DBAs can use any or all of the Storage Optimization capabilities while the database is running, thus preventing interruption to either transactions or queries. They can also manage Storage Optimization from within the same IDS OpenAdmin Tool (OAT) they use to manage the size of volumes and to monitor performance. Graphical tools show administrators or business users how much space they can save by running any of the functions within Storage Optimization. Storage Optimization can also be controlled through a command-line interface, which is useful for the many ISVs that bundle IDS within their own applications.
Storage Optimization is available in a new data warehouse platform package called IBM Informix Warehouse, which includes IDS, its new Storage Optimization Feature, and the IBM Informix Warehouse Feature V11.50. Informix Warehouse Feature V11.50 includes the SQL Warehouse (SQW) Client with Design Studio for data modeling, schema design, data transformation design, and data flow design; SQW Warehouse Server, with an administration console to schedule and manage data flows; and SQL Warehouse runtime to perform data transformation within the IDS data server.
The Informix Warehouse infrastructure also supports integrated external tooling for BI analytics from IBM Cognos, for managing data growth with IBM Optim, and for data transformation and cleansing with IBM InfoSphere DataStage and InfoSphere QualityStage.
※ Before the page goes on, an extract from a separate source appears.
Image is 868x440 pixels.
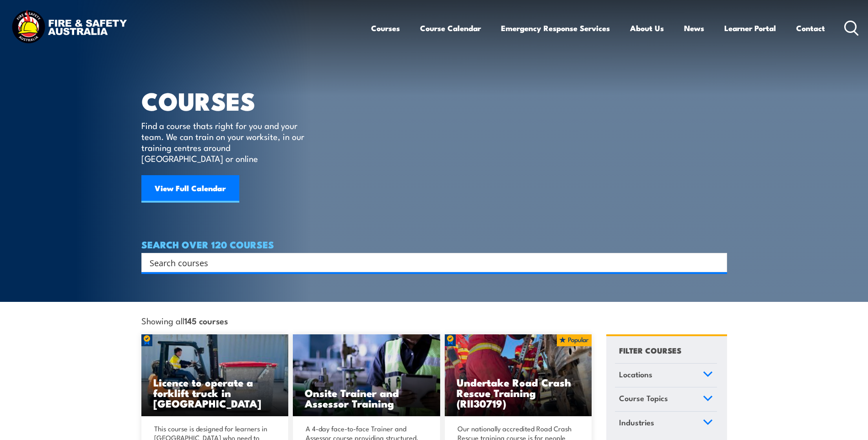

With the new IDS data warehousing tools, DBAs can perform business analysis on their operational data stores to ensure access to the most current data. They can also create separate data warehouses within IDS to prevent analytic queries from slowing production applications or run a "shared disk" configuration in which separate servers access the same data for OLTP and business analysis. The bottom line: businesses that have been using IDS for data warehousing and BI now have better, more targeted tools to achieve their goals. "We give organizations the choice so they can make the best use of their data and infrastructure based on their technical and business requirements," says Brown.